Book review on P.J. O'Rourkes "The Baby Boom"

“THE BABY BOOM: HOW IT GOT THAT WAY (AND IT WASN’T MY FAULT) (AND I’LL NEVER DO IT AGAIN).” P.J. O’Rourke.  2014.  Atlantic Monthly Press.  Hardcover.  263 pages. $25.

Once again, America’s funniest, most sharp-tongued, clever, and smart commentator on modern life takes on a major issue: Himself and his whole generation, the Baby Boomers. And it’s about time.

Born between 1946 and 1964, the Baby Boom is “the generation that changed everything … Of all the eras and epochs of Americans, ours is the one that made the biggest impression — on ourselves … We’re the generation that created the self, made the firmament of the self, divided the light of the self from the darkness of the self, and said, let there be self.” (page 15) In the journalistic spirit of full disclosure, I admit to being part of the Baby Boom. That’s probably what makes me a cranky semi-old guy most of the time.

To help readers, P.J. (as those of us who have never met him like to call him) divides the Baby Boomers into high school classes: Seniors (his class), juniors, sophomores, and freshmen. With its huge span of years, sometimes members of the senior class became parents of members of the freshman class, “usually via an oopsie.” (page 3)

Being a member of the senior class of  Boomers, he’s writing directly from a comfy recliner in the belly of the beast. He was there on the frontlines, as every good journalist should be. And with the rest of his class, he was protesting and demonstrating, and ducking for cover, until he got his first job. “I made $75 a week. Payday came every two weeks … I was looking forward to the $150 and so was my landlord. When I got my paycheck I found that I netted $82.27 after federal income tax, state income tax, city income tax, Social Security, union dues, and pension fund contribution. I was a communist. I had protested for communism. I had demonstrated for communism. I had rioted for communism. Then I got a capitalist job and found we had communism already.” (pages 219-220) If you want to read some of his funniest early stuff, hunt down and read “Age and Guile Beat Youth, Innocence and a Bad Haircut.”

One of the cries of Baby Boomers across America was, “Sex, drugs and rock ‘n’roll.”  Or, as the Greatest Generation put it, “Wine, women and song.”  As P.J. notes throughout, sometimes the difference between the Baby Boomers and their fathers was often a matter of terminology, and how loud they were about it all.

Another hallmark of the Baby Boom generation is their penchant for contradictions, or, as Jimmy Buffett is fond of singing, “We are the people our parents warned us about.”  The greatest contradiction?  The people who shaped and molded the Baby Boom weren’t Boomers themselves: John Lennon, 1940, Bob Dylan, 1941, Timothy Leary, 1920, Che Guevara, 1928, Gloria Steinem, 1934, Jane Fonda, 1937, Jimi Hendrix, 1942, and Charles Manson, 1934. Most of the bands and musicians that defined the music of the Baby Boom didn’t play at Woodstock, and the guys who put the whole shindig together had 10 years on the Boomers.

I could go on, but there isn’t space for all the tidbits here. Suffice it to say that most pages have something underlined, and sometimes, the entire page. Here, and in his previous book, “Holidays in Heck,” he’s toned down the salty language that characterized his past work, except when he’s dealing with the Sexual Revolution, and it works there.

As with every P.J. O’Rourke book, make sure you don’t skip the forward, the introduction, or the acknowledgment sections. They are every bit as funny as the main body of the book.

O’Rourke has given the Baby Boom the Jean Shepherd treatment: Simultaneously and joyfully ripping it to shreds, standing it on its head (something that has been too long in coming), and poking it in the eye, while also celebrating it with gusto, a twinkle in his ever-sharp eye, raising his whiskey glass — and eyeglasses — in a heartfelt salute.  (And if you don’t know the works of Jean Shepherd, it’s time to hunt them down and see the lies beyond “A Christmas Story.”)

I grinned and chuckled on every page, laughed out loud on most, and enjoyed this book thoroughly. He may be a member of the senior class of the Baby Boom, but O’Rourke hasn’t slowed down yet.

Rich welcomes questions and comments from readers. You can contact him by email at [email protected].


**Instructions for the task:**
Print every line of the data exactly as shown.
──────── Data supplied ────────
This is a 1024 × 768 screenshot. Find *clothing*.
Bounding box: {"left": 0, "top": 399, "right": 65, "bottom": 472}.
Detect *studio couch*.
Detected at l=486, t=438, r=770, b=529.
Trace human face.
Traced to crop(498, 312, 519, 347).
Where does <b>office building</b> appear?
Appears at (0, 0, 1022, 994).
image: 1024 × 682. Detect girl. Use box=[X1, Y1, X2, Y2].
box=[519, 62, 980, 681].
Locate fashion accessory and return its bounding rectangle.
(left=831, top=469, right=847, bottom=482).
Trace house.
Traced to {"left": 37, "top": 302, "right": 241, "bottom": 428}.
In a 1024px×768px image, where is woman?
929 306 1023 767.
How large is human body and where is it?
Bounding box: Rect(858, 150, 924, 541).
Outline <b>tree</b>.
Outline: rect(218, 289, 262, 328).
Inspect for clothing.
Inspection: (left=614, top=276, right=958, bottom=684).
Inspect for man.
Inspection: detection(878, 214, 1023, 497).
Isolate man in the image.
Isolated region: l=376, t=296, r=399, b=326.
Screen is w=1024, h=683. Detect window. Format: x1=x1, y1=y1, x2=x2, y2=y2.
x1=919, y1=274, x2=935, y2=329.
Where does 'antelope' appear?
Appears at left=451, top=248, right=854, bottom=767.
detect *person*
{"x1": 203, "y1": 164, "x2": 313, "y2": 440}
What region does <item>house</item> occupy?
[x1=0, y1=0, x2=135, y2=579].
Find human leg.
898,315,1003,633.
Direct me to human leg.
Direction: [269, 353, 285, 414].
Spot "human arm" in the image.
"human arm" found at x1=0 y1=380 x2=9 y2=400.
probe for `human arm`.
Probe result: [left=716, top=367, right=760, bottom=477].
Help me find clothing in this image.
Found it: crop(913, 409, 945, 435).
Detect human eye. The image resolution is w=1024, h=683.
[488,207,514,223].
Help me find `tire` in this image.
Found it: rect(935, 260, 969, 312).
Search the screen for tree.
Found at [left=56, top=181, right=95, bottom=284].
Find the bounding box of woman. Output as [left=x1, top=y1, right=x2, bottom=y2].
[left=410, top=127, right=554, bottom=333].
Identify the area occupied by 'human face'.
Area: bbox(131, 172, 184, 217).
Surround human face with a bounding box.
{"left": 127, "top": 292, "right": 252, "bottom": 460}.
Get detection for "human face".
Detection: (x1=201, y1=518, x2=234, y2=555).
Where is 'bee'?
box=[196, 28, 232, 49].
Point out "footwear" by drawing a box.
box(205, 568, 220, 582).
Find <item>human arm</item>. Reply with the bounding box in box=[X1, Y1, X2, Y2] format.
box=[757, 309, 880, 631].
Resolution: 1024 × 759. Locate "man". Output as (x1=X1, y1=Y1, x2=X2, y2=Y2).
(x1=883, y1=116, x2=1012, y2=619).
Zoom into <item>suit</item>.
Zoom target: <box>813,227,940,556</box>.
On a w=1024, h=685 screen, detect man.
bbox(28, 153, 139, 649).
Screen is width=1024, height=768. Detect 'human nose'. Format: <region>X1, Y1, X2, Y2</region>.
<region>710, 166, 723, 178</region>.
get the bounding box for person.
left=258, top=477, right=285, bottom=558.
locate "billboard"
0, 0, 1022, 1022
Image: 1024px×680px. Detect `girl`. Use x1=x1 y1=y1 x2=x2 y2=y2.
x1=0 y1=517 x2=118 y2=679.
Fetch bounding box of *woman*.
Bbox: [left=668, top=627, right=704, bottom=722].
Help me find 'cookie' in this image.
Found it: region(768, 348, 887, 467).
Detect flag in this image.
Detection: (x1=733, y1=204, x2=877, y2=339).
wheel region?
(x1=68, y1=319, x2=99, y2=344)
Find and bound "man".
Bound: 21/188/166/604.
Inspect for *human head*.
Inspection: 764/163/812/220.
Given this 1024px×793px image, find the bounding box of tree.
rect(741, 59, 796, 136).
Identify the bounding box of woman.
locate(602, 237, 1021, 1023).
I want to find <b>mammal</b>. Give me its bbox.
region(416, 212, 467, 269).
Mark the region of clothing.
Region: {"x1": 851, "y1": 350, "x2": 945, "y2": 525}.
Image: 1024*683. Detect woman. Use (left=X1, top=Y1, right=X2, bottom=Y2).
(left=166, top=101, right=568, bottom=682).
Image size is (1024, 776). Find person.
────────
**Problem solution:**
This is a 1024 × 768 screenshot. Find *clothing*.
Bounding box: {"left": 0, "top": 399, "right": 65, "bottom": 472}.
Detect *studio couch*.
Detected at l=486, t=438, r=770, b=529.
Trace human face.
Traced to crop(498, 312, 519, 347).
Where does <b>office building</b> appear?
Appears at (0, 0, 1022, 994).
image: 1024 × 682. Detect girl. Use box=[X1, Y1, X2, Y2].
box=[519, 62, 980, 681].
Locate fashion accessory and return its bounding rectangle.
(left=831, top=469, right=847, bottom=482).
Trace house.
Traced to {"left": 37, "top": 302, "right": 241, "bottom": 428}.
In a 1024px×768px image, where is woman?
929 306 1023 767.
How large is human body and where is it?
Bounding box: Rect(858, 150, 924, 541).
Outline <b>tree</b>.
Outline: rect(218, 289, 262, 328).
Inspect for clothing.
Inspection: (left=614, top=276, right=958, bottom=684).
Inspect for man.
Inspection: detection(878, 214, 1023, 497).
Isolate man in the image.
Isolated region: l=376, t=296, r=399, b=326.
Screen is w=1024, h=683. Detect window. Format: x1=x1, y1=y1, x2=x2, y2=y2.
x1=919, y1=274, x2=935, y2=329.
Where does 'antelope' appear?
Appears at left=451, top=248, right=854, bottom=767.
detect *person*
{"x1": 203, "y1": 164, "x2": 313, "y2": 440}
What region does <item>house</item> occupy?
[x1=0, y1=0, x2=135, y2=579].
Find human leg.
898,315,1003,633.
Direct me to human leg.
Direction: [269, 353, 285, 414].
Spot "human arm" in the image.
"human arm" found at x1=0 y1=380 x2=9 y2=400.
probe for `human arm`.
Probe result: [left=716, top=367, right=760, bottom=477].
Help me find clothing in this image.
Found it: crop(913, 409, 945, 435).
Detect human eye. The image resolution is w=1024, h=683.
[488,207,514,223].
Help me find `tire` in this image.
Found it: rect(935, 260, 969, 312).
Search the screen for tree.
Found at [left=56, top=181, right=95, bottom=284].
Find the bounding box of woman. Output as [left=x1, top=y1, right=x2, bottom=y2].
[left=410, top=127, right=554, bottom=333].
Identify the area occupied by 'human face'.
Area: bbox(131, 172, 184, 217).
Surround human face with a bounding box.
{"left": 127, "top": 292, "right": 252, "bottom": 460}.
Get detection for "human face".
Detection: (x1=201, y1=518, x2=234, y2=555).
Where is 'bee'?
box=[196, 28, 232, 49].
Point out "footwear" by drawing a box.
box(205, 568, 220, 582).
Find <item>human arm</item>. Reply with the bounding box in box=[X1, Y1, X2, Y2] format.
box=[757, 309, 880, 631].
Resolution: 1024 × 759. Locate "man". Output as (x1=X1, y1=Y1, x2=X2, y2=Y2).
(x1=883, y1=116, x2=1012, y2=619).
Zoom into <item>suit</item>.
Zoom target: <box>813,227,940,556</box>.
On a w=1024, h=685 screen, detect man.
bbox(28, 153, 139, 649).
Screen is width=1024, height=768. Detect 'human nose'. Format: <region>X1, Y1, X2, Y2</region>.
<region>710, 166, 723, 178</region>.
get the bounding box for person.
left=258, top=477, right=285, bottom=558.
locate "billboard"
0, 0, 1022, 1022
Image: 1024px×680px. Detect `girl`. Use x1=x1 y1=y1 x2=x2 y2=y2.
x1=0 y1=517 x2=118 y2=679.
Fetch bounding box of *woman*.
Bbox: [left=668, top=627, right=704, bottom=722].
Help me find 'cookie' in this image.
Found it: region(768, 348, 887, 467).
Detect flag in this image.
Detection: (x1=733, y1=204, x2=877, y2=339).
wheel region?
(x1=68, y1=319, x2=99, y2=344)
Find and bound "man".
Bound: 21/188/166/604.
Inspect for *human head*.
Inspection: 764/163/812/220.
Given this 1024px×793px image, find the bounding box of tree.
rect(741, 59, 796, 136).
Identify the bounding box of woman.
locate(602, 237, 1021, 1023).
I want to find <b>mammal</b>. Give me its bbox.
region(416, 212, 467, 269).
Mark the region of clothing.
Region: {"x1": 851, "y1": 350, "x2": 945, "y2": 525}.
Image: 1024*683. Detect woman. Use (left=X1, top=Y1, right=X2, bottom=Y2).
(left=166, top=101, right=568, bottom=682).
Image size is (1024, 776). Find person.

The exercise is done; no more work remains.